MARGARET SINEX

 

ECHOIC IRONY IN WALTER MAP'S SATIRE AGAINST THE CISTERCIANS

WALTER MAP’S TREATMENT of the Cistercian order of monks has long been recognized as a first-rate satire and a memorably acrid contribution to the many criticisms aimed at the Cistercians in the late twelfth century.  Map’s satire appears in his De Nugis Curialium (The Courtiers’ Trifles), which he composed largely in the 1180s and continued to revise during the following decade, perhaps, as some speculate, taking it with him to Oxford when he became archdeacon in 1197.  During his long lifetime (c. 1135-1210) Map served his King, Henry II, as a "king’s justice."  His book appears to have been a private manuscript, what has been aptly termed "the commonplace book of a great after-dinner speaker."

The Cistercian order targeted in Distinctio 1:25 of De Nugis is one in a series of religious orders that Map scrutinizes.  He was not alone in criticizing the monks of several different orders; we find parallels in the Latin works of better known contemporaries: Gerald of Wales, John of Salisbury, and Nigel de Longchamps.  The Cistercians, or White Monks (so-called for their habits made from undyed wool), founded their order motivated by reformist zeal. Yet, as Giles Constable notes, by the middle of the century "it was more or less open season for all religious orders."  Accusations against the Cistercians gained momentum in the 1130s; before 1150 critics targeted the White Monks’ "self-righteousness," and after that date, their "avarice."  The narrator Map creates for his chapter on the Cistercians implacably condemns their attitudes and actions, saving his juiciest (and funniest) assaults for their ferocious rapacity and spiritual pride.

In addition to its humor, one of the keenest pleasures Map’s satire offers the modern reader is its beguiling illusion of immediacy. With a deftness of touch reminiscent of Chaucer, Map achieves a high degree of realism through the pretense of reporting direct speech. Like Chaucer’s pilgrim narrator, Map’s narrator presents himself as a witness to the rush of events around him—in his case, the tumult engulfing him at the court of Henry II. And like his pilgrim successor, he offers himself as a faithful recorder of words spoken by a wide range of personages and displays a comfortable familiarity with all the principals involved in this sorry exposé of monastic turpitude: Dom Reric, who curses the monks for their lack of modesty; the Lord Abbot of Pontigny, who defends his monks against the charge of tampering with an order of bacon they had sold; and Henry II’s troops, who defend their brutality against civilians while campaigning in Limousin.

The narrator’s apparent chumminess with such a startling (if unlikely) array of people derives in large part from the richness and energy of the speeches he reports. In addition to evoking such detailed, textured realism, these speeches, which take the form of pairs of contrasting assertions, voice many of the most blistering charges against the Cistercian monks. And since we find a number of similar pairs throughout the satire, they constitute one of Map’s key narrative strategies. Further, we find that their very forcefulness arises from a type of pungent verbal irony best analyzed according to a new model developed recently by two pragmatics theorists, Deidre Wilson and Dan Sperber.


- **Problem details**: Return the entries below verbatim. Pictures stay out.

+++ Data excerpts +++

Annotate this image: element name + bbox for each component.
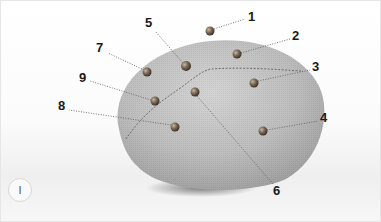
callout-label-5: 5 bbox=[145, 16, 152, 29]
figure-number-badge: I bbox=[8, 178, 32, 202]
pin-7 bbox=[143, 68, 152, 77]
figure-frame: 1 2 3 4 5 6 7 8 9 I bbox=[0, 0, 381, 222]
callout-label-4: 4 bbox=[320, 111, 327, 124]
pin-6 bbox=[191, 88, 200, 97]
pin-3 bbox=[250, 79, 259, 88]
callout-label-2: 2 bbox=[292, 29, 299, 42]
pin-1 bbox=[206, 27, 215, 36]
figure-number: I bbox=[18, 184, 21, 196]
pin-5 bbox=[181, 61, 191, 71]
pin-4 bbox=[259, 127, 268, 136]
callout-label-3: 3 bbox=[312, 60, 319, 73]
callout-label-7: 7 bbox=[96, 41, 103, 54]
callout-label-1: 1 bbox=[248, 10, 255, 23]
callout-label-8: 8 bbox=[58, 99, 65, 112]
callout-label-6: 6 bbox=[273, 184, 280, 197]
callout-label-9: 9 bbox=[79, 71, 86, 84]
pin-8 bbox=[171, 123, 180, 132]
pin-9 bbox=[151, 97, 160, 106]
pin-2 bbox=[233, 50, 242, 59]
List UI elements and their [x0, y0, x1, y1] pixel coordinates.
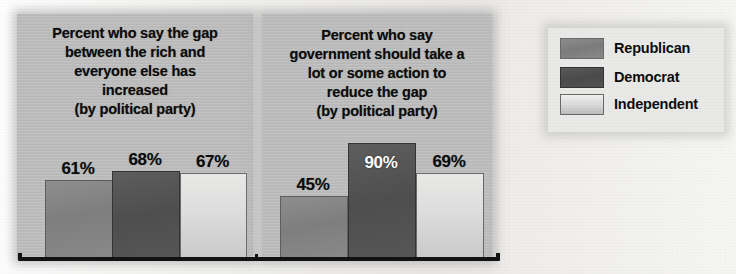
bar-panel2-republican [280, 196, 348, 260]
bar-panel1-republican [45, 180, 113, 260]
legend-item-independent: Independent [560, 93, 698, 115]
bar-label-panel2-democrat: 90% [348, 153, 414, 173]
chart-panel-gap-increased: Percent who say the gap between the rich… [17, 14, 253, 260]
legend-label-independent: Independent [614, 96, 698, 112]
panel-2-title-line-2: government should take a [262, 45, 492, 64]
chart-legend: Republican Democrat Independent [548, 28, 724, 132]
bar-label-panel1-democrat: 68% [112, 150, 178, 170]
axis-tick-center [255, 254, 258, 259]
bar-panel2-independent [416, 173, 484, 260]
legend-label-republican: Republican [614, 40, 690, 56]
panel-2-title: Percent who say government should take a… [262, 26, 492, 121]
bar-label-panel2-republican: 45% [280, 175, 346, 195]
panel-1-title-line-5: (by political party) [17, 100, 253, 119]
independent-swatch-icon [560, 94, 604, 115]
panel-1-title-line-1: Percent who say the gap [17, 24, 253, 43]
bar-label-panel1-independent: 67% [180, 152, 245, 172]
bar-panel1-democrat [112, 171, 180, 260]
panel-1-title-line-4: increased [17, 81, 253, 100]
axis-tick-right [496, 253, 500, 260]
panel-2-title-line-3: lot or some action to [262, 64, 492, 83]
chart-panel-government-action: Percent who say government should take a… [262, 14, 492, 260]
bar-panel1-independent [180, 173, 247, 260]
legend-item-republican: Republican [560, 37, 690, 59]
axis-tick-left [18, 253, 22, 260]
legend-item-democrat: Democrat [560, 66, 679, 88]
legend-label-democrat: Democrat [614, 69, 679, 85]
democrat-swatch-icon [560, 67, 604, 88]
bar-label-panel1-republican: 61% [45, 159, 111, 179]
panel-2-title-line-4: reduce the gap [262, 83, 492, 102]
republican-swatch-icon [560, 38, 604, 59]
panel-2-title-line-5: (by political party) [262, 102, 492, 121]
panel-1-title: Percent who say the gap between the rich… [17, 24, 253, 119]
panel-1-title-line-3: everyone else has [17, 62, 253, 81]
axis-baseline [18, 257, 500, 261]
panel-1-title-line-2: between the rich and [17, 43, 253, 62]
bar-label-panel2-independent: 69% [416, 152, 482, 172]
panel-2-title-line-1: Percent who say [262, 26, 492, 45]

+++

- **Task answer**:
Annotate this image: element name + bbox for each component.
callout-label-5: 5 bbox=[145, 16, 152, 29]
figure-number-badge: I bbox=[8, 178, 32, 202]
pin-7 bbox=[143, 68, 152, 77]
figure-frame: 1 2 3 4 5 6 7 8 9 I bbox=[0, 0, 381, 222]
callout-label-4: 4 bbox=[320, 111, 327, 124]
pin-6 bbox=[191, 88, 200, 97]
pin-3 bbox=[250, 79, 259, 88]
callout-label-2: 2 bbox=[292, 29, 299, 42]
pin-1 bbox=[206, 27, 215, 36]
figure-number: I bbox=[18, 184, 21, 196]
pin-5 bbox=[181, 61, 191, 71]
pin-4 bbox=[259, 127, 268, 136]
callout-label-3: 3 bbox=[312, 60, 319, 73]
callout-label-7: 7 bbox=[96, 41, 103, 54]
callout-label-1: 1 bbox=[248, 10, 255, 23]
callout-label-8: 8 bbox=[58, 99, 65, 112]
callout-label-6: 6 bbox=[273, 184, 280, 197]
callout-label-9: 9 bbox=[79, 71, 86, 84]
pin-8 bbox=[171, 123, 180, 132]
pin-9 bbox=[151, 97, 160, 106]
pin-2 bbox=[233, 50, 242, 59]
List UI elements and their [x0, y0, x1, y1] pixel coordinates.
bar-panel2-republican [280, 196, 348, 260]
bar-panel1-republican [45, 180, 113, 260]
legend-item-independent: Independent [560, 93, 698, 115]
bar-label-panel2-democrat: 90% [348, 153, 414, 173]
chart-panel-gap-increased: Percent who say the gap between the rich… [17, 14, 253, 260]
legend-label-independent: Independent [614, 96, 698, 112]
panel-2-title-line-2: government should take a [262, 45, 492, 64]
chart-legend: Republican Democrat Independent [548, 28, 724, 132]
bar-label-panel1-democrat: 68% [112, 150, 178, 170]
axis-tick-center [255, 254, 258, 259]
bar-panel2-independent [416, 173, 484, 260]
legend-label-republican: Republican [614, 40, 690, 56]
panel-2-title: Percent who say government should take a… [262, 26, 492, 121]
bar-label-panel2-republican: 45% [280, 175, 346, 195]
panel-1-title-line-5: (by political party) [17, 100, 253, 119]
independent-swatch-icon [560, 94, 604, 115]
panel-1-title-line-1: Percent who say the gap [17, 24, 253, 43]
bar-label-panel1-independent: 67% [180, 152, 245, 172]
bar-panel1-democrat [112, 171, 180, 260]
panel-1-title-line-4: increased [17, 81, 253, 100]
axis-tick-right [496, 253, 500, 260]
panel-2-title-line-3: lot or some action to [262, 64, 492, 83]
chart-panel-government-action: Percent who say government should take a… [262, 14, 492, 260]
bar-panel1-independent [180, 173, 247, 260]
legend-item-republican: Republican [560, 37, 690, 59]
axis-tick-left [18, 253, 22, 260]
legend-item-democrat: Democrat [560, 66, 679, 88]
legend-label-democrat: Democrat [614, 69, 679, 85]
democrat-swatch-icon [560, 67, 604, 88]
bar-label-panel1-republican: 61% [45, 159, 111, 179]
panel-2-title-line-4: reduce the gap [262, 83, 492, 102]
republican-swatch-icon [560, 38, 604, 59]
panel-2-title-line-5: (by political party) [262, 102, 492, 121]
panel-1-title: Percent who say the gap between the rich… [17, 24, 253, 119]
panel-1-title-line-3: everyone else has [17, 62, 253, 81]
axis-baseline [18, 257, 500, 261]
panel-1-title-line-2: between the rich and [17, 43, 253, 62]
bar-label-panel2-independent: 69% [416, 152, 482, 172]
panel-2-title-line-1: Percent who say [262, 26, 492, 45]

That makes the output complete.